Start of Block
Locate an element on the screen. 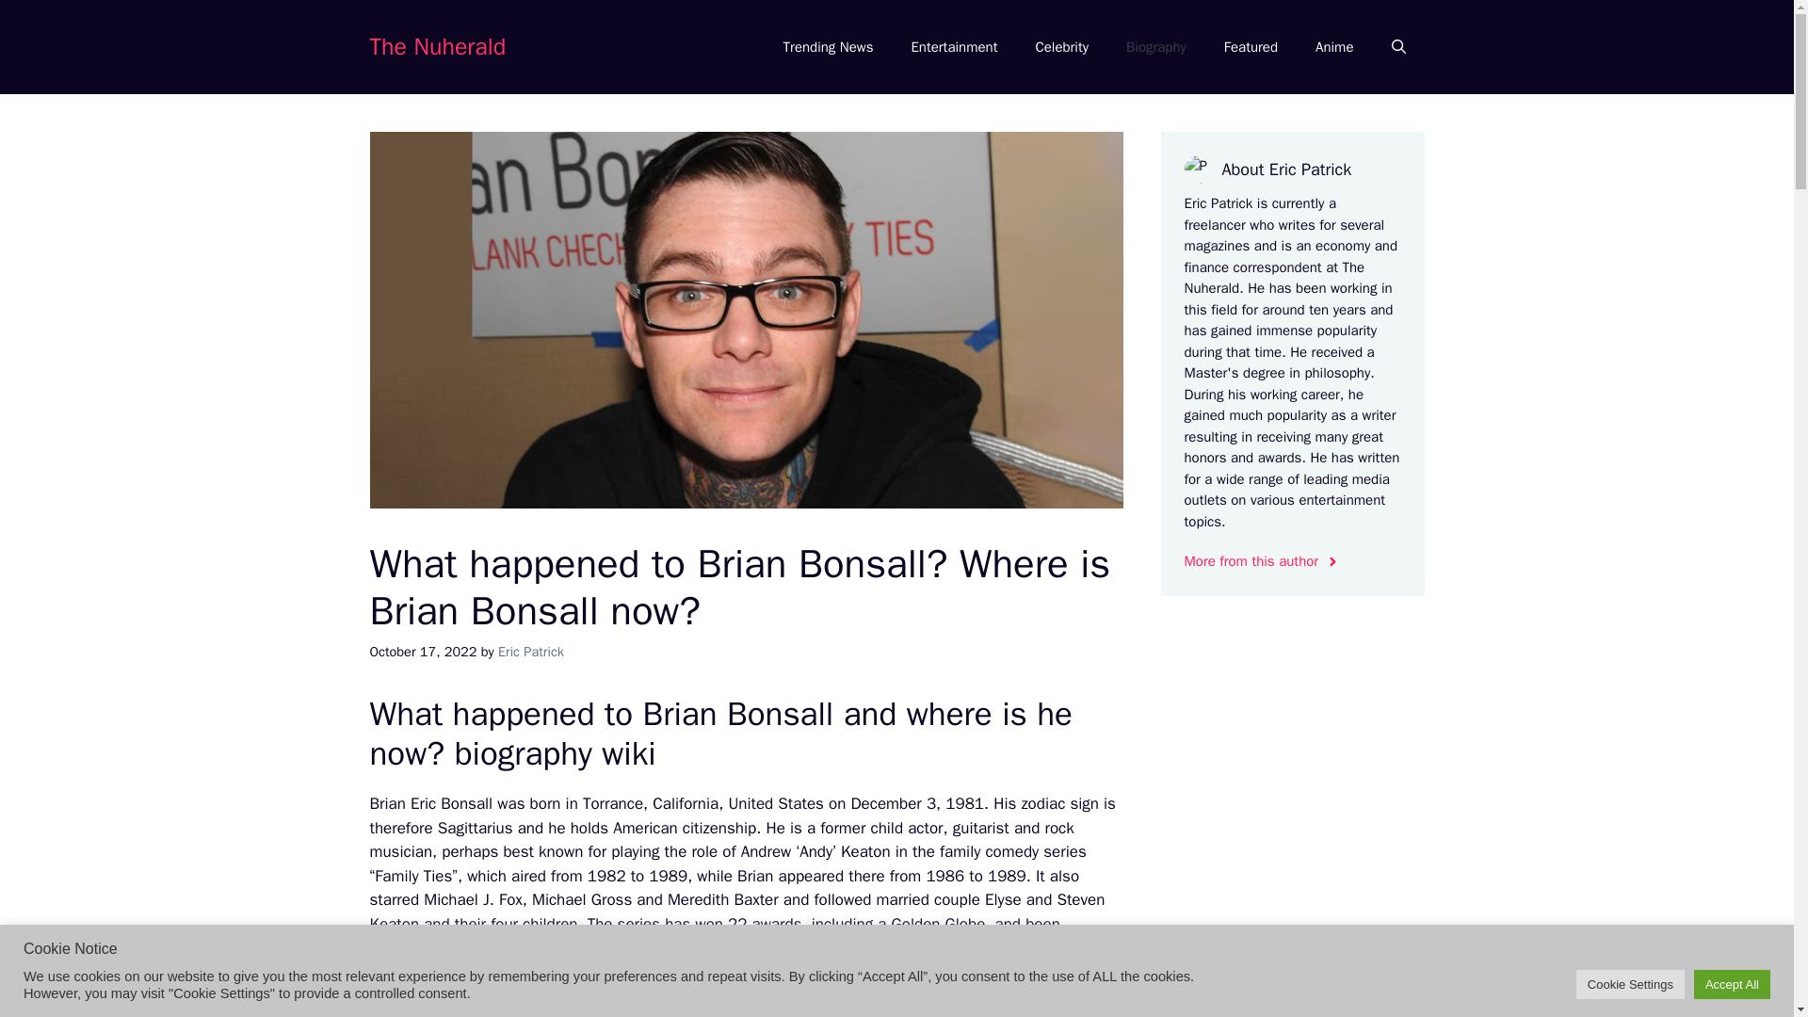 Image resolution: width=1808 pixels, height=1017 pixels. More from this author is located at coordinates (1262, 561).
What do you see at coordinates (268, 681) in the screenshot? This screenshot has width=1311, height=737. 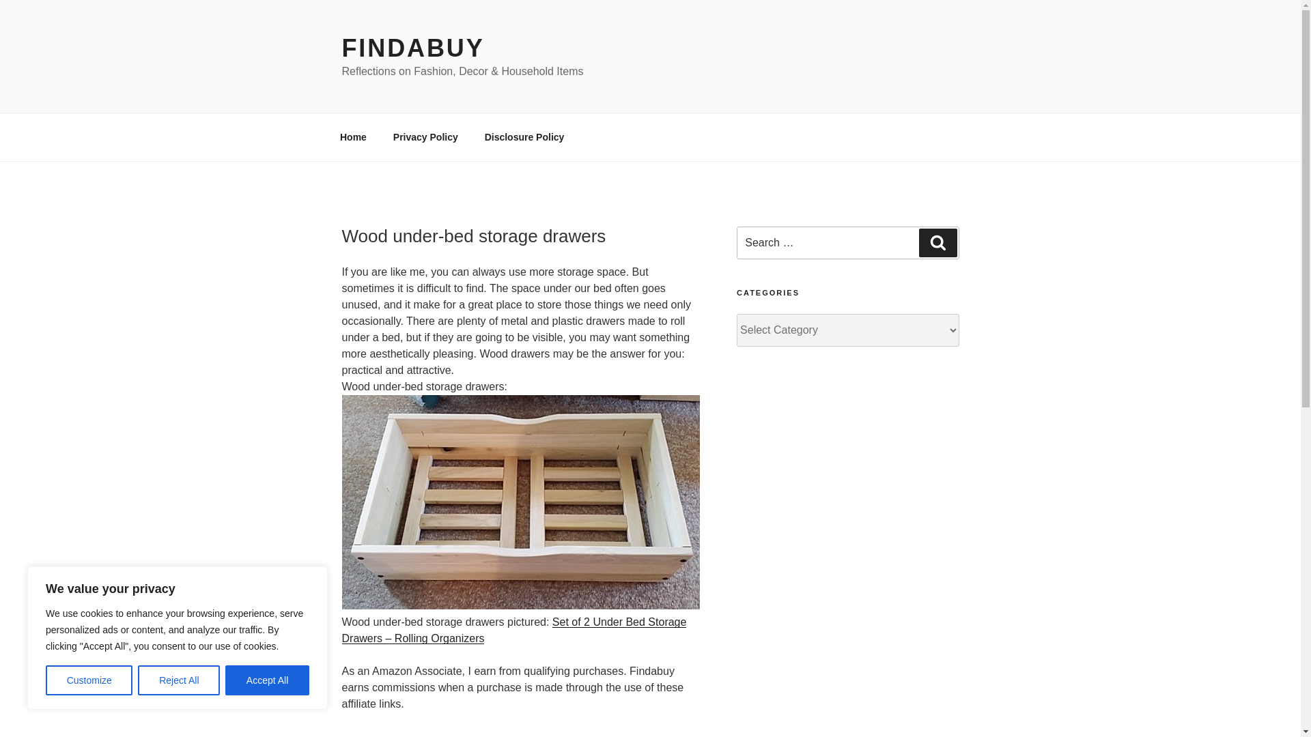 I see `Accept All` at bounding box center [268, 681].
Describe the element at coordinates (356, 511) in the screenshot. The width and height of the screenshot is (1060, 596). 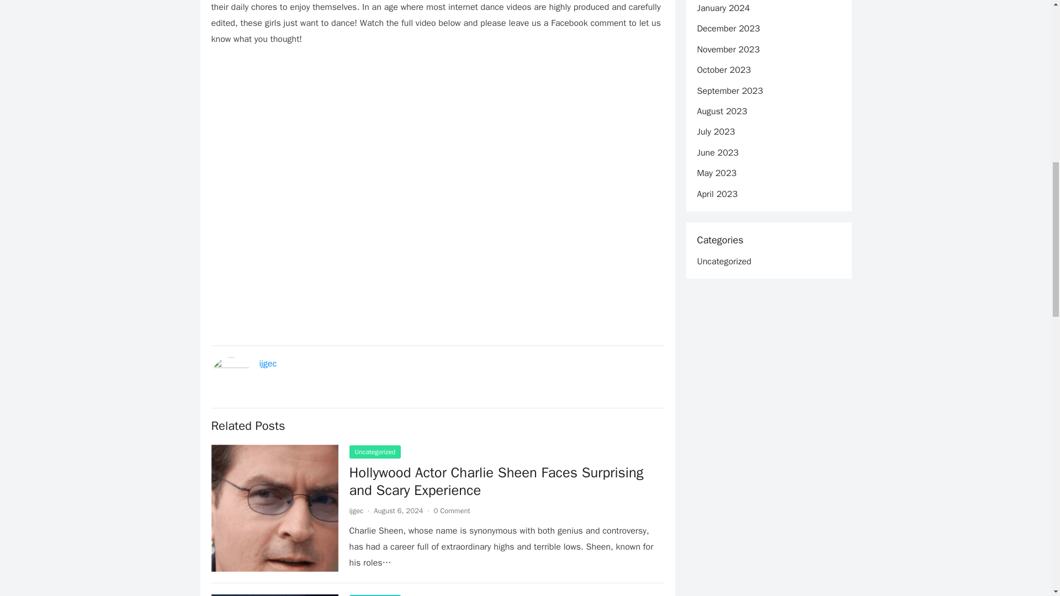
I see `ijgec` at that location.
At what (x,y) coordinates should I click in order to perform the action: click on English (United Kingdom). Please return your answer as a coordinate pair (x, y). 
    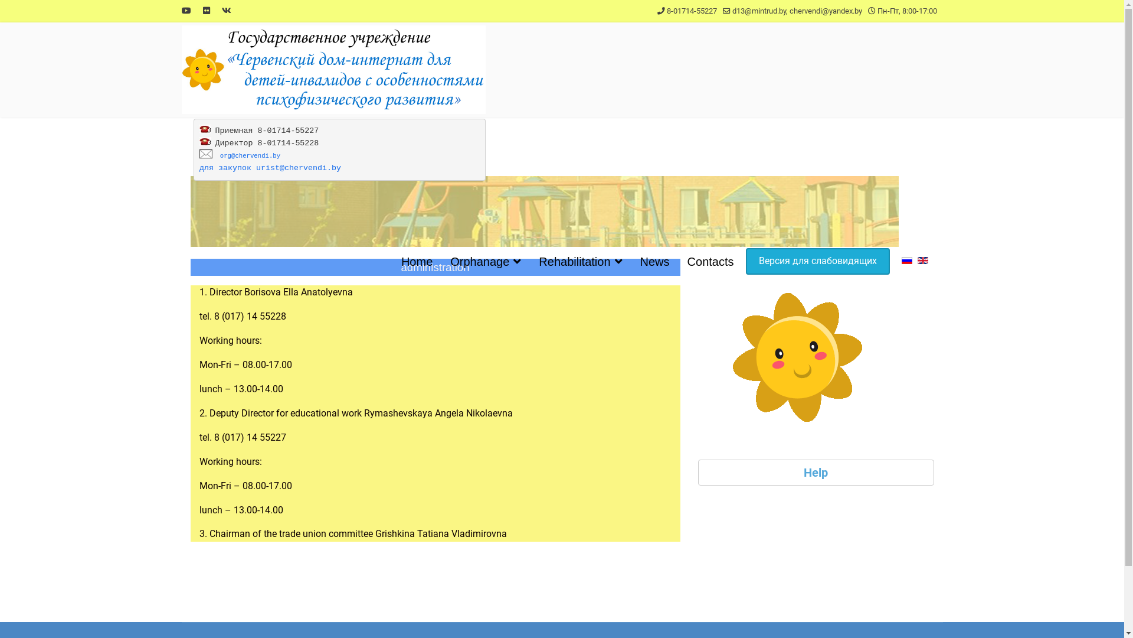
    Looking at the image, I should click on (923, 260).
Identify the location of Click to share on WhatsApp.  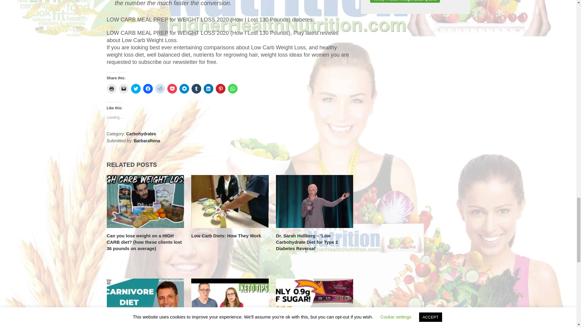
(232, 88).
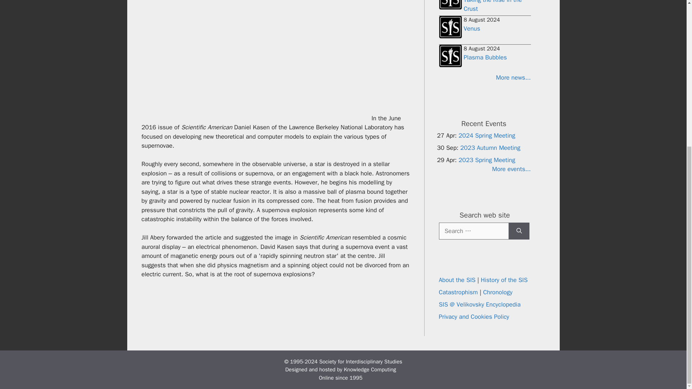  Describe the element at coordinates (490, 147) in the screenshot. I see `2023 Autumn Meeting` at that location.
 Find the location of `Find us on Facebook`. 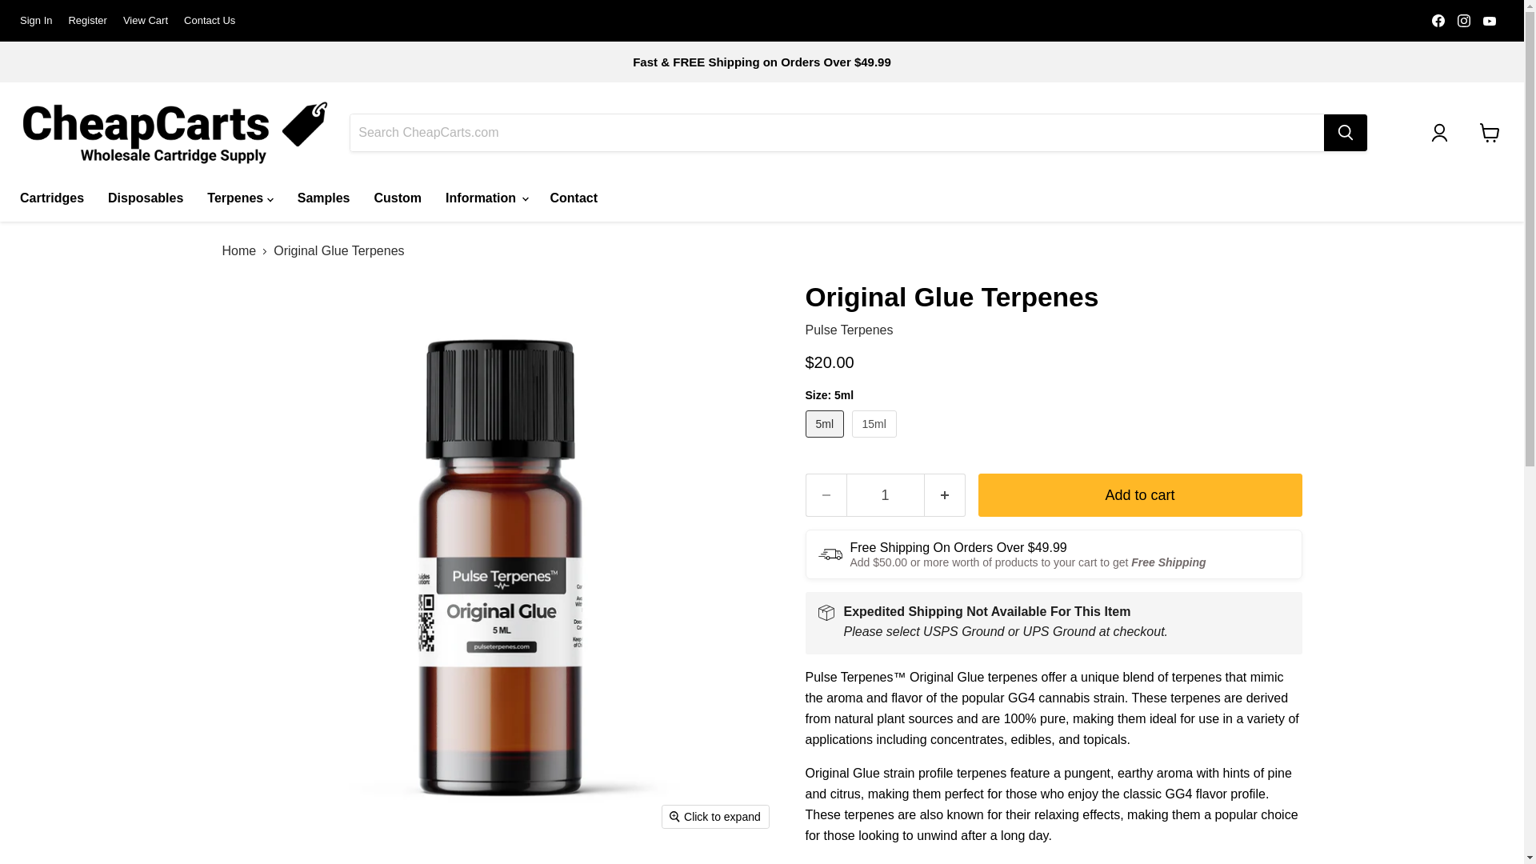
End of Block
Beginning with the line that contains "Describe the element at coordinates (356, 511)", output each line of the material above through the last one exactly as it stands. Do not include the pictures.

Describe the element at coordinates (356, 511) in the screenshot. The width and height of the screenshot is (1060, 596). 
I see `ijgec` at that location.
At what (x,y) coordinates should I click in order to perform the action: click on English (United Kingdom). Please return your answer as a coordinate pair (x, y). 
    Looking at the image, I should click on (923, 260).
Identify the location of Click to share on WhatsApp.  
(232, 88).
  Describe the element at coordinates (490, 147) in the screenshot. I see `2023 Autumn Meeting` at that location.
 Find the location of `Find us on Facebook`. 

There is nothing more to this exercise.